Illumina Sequencing and Data Analysis Pipeline.
cDNA libraries were sequenced using an Illumina HiSeq 2000 system (Illumina Inc.) according to the manufacturer's protocols at the UCLA Neuroscience Genomics Core. All samples were multiplexed on two lanes of the flow cell. Sequencing mode (single or paired-end) and read lengths for each experiment are listed in Table S4. Raw RNA-seq reads were processed with Illumina quality control tools using default settings. Filtered short reads were aligned using Burrows–Wheeler Aligner (51) to the B. bronchiseptica RB50 reference genome (RefSeq version NC_002729), with default parameters (<5% of read length or four mismatches allowed per 100-bp read). Additional quality control was performed after the alignment to examine the level of read duplication, mismatch rate, mapping rate to the whole genome, repeats, and key transcriptomic regions. Next, rRNA-specific reads were filtered from uniquely aligned reads from known gene regions for differential gene analysis. The uniquely mapped read data output was processed using custom scripts in Perl and R, and then normalized using the Bioconductor package EdgeR ver. 2.2.5 using the trimmed mean of M-values method (52) whereby scale factors between samples are estimated and used for the statistical analysis. The percentage of covered transcriptome was determined using BEDTools (53). Gene expression was measured as total read counts per gene, with the number of reads aligned to a given gene normalized using EdgeR (52). Normalized expression values were calculated as reads per kilobase per million mapped reads (RPKM) (54). In our study, differentially expressed genes with a false discovery rate less than 0.01 were considered significant (55). The gene cluster analysis was performed by applying k-means clustering to mean-centered log2 transformed (RPKM) expression values. The selection of genes for different clusters was based on expression difference of at least threefold between the isogenic strains included in the analysis.
Supplementary Material
Acknowledgments
We thank all members of the J.F.M. laboratory, especially Atish Ganguly and Diego Arambula, for helpful discussions and feedback. We thank Maria L. Tondella (Centers for Disease Control and Prevention) for B. pertussis clinical isolates, and Joe De Young (UCLA Neuroscience Genomics Core) for next-generation sequencing services. We also thank Prabhat Purbey for help with RNA-seq and Baochen Shi for help with NCBI data submission. This work was supported by the M. Philip Davis endowment and by NIH Grant R01 AI061598 (to J.F.M.). The UCLA NINDS Informatics Center for Neurogenetics and Neurogenomics is supported by NIH Grant P30 NS062691.
Footnotes
The authors declare no conflict of interest.
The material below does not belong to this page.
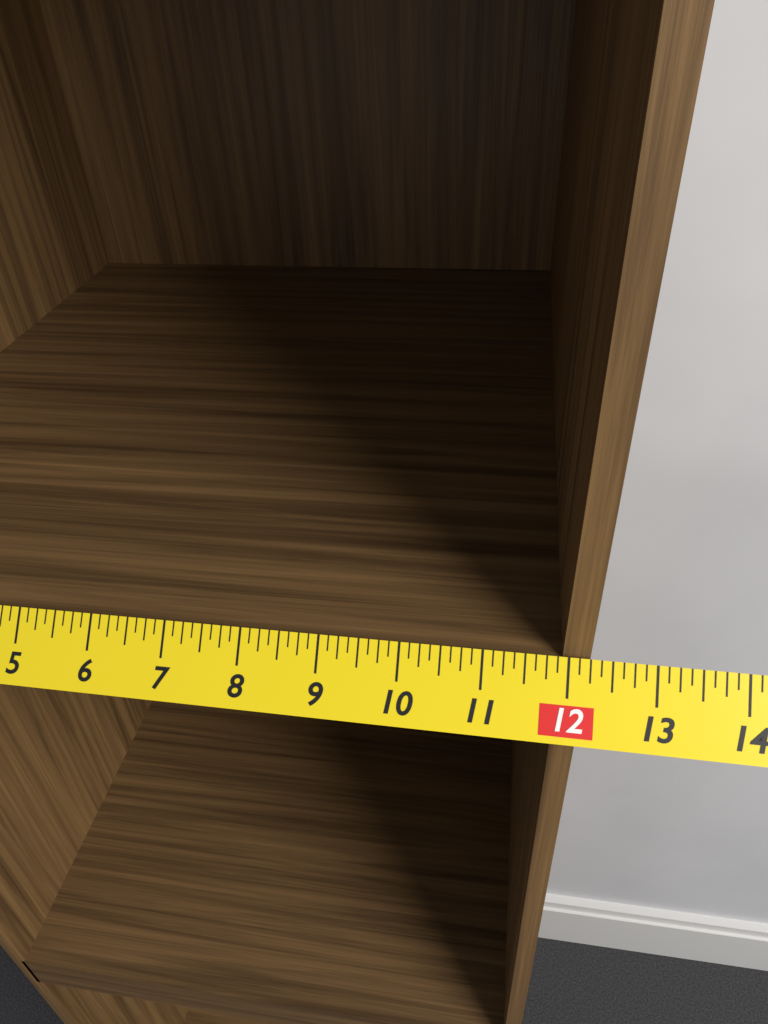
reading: 12.250 in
Data deposition: RNA-seq data reported in this paper have been deposited in the Sequence Read Archive, www.ncbi.nlm.nih.gov/sra (submission no. SRP064665; National Center for Biotechnology Information BioProject no. PRJNA296526).
This article contains supporting information online at www.pnas.org/lookup/suppl/doi:10.1073/pnas.1600320113/-/DCSupplemental.